Western Digital, Micron, and Sandisk each saw their stock prices climb to record highs this week, driven by a surge in demand for the storage hardware that powers artificial intelligence systems. The rally marks a clear shift in investor focus from AI chipmakers to the companies building the physical infrastructure that holds the data.
A three-way record
All three storage companies touched all-time highs in recent trading sessions. Western Digital's shares rose past its previous peak, Micron followed suit, and Sandisk — a brand long known for consumer memory cards — also joined the record run. The simultaneous highs are a rare event for a sector that often moves in cycles tied to commodity pricing and supply gluts.
Why AI needs more storage
AI models don't just need fast processors — they need vast pools of data to train on, and even more space to store the results. Every large language model or image generator consumes terabytes of training data, and as companies deploy AI into production, they generate even more. That has turned NAND flash memory and hard drives into a hot commodity. Storage makers are suddenly central to the AI build-out, not an afterthought.
A shift in tech investment
For years, the AI boom has been synonymous with GPU makers like Nvidia. But the latest stock moves show that the investment thesis is widening. Money is flowing into the companies that house, transport, and preserve data. Western Digital, Micron, and Sandisk are now being evaluated less as cyclical chip suppliers and more as foundational players in the data infrastructure stack. That re-rating is what pushed their stocks to new highs.

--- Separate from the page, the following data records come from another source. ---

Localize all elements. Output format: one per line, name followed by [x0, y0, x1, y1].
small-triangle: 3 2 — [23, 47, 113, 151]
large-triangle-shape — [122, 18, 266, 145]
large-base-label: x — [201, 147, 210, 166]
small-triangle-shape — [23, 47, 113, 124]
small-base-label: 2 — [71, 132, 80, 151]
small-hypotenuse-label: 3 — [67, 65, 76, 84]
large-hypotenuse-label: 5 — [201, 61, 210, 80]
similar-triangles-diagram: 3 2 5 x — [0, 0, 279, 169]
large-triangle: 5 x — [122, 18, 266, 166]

The records underscore a broader reordering of priorities in tech. Cloud providers, enterprise IT departments, and AI startups are all scrambling to expand storage capacity. The demand isn't just for more storage — it's for faster, denser, and more power-efficient drives that can keep up with AI workloads. The companies that can meet that demand are being rewarded.
Whether the rally can hold depends on how quickly the supply chain adapts. For now, investors are betting that the AI storage boom has room to run. The next set of earnings reports from these companies will offer a clearer look at whether the demand is sustainable — or if the stock prices have gotten ahead of the business reality.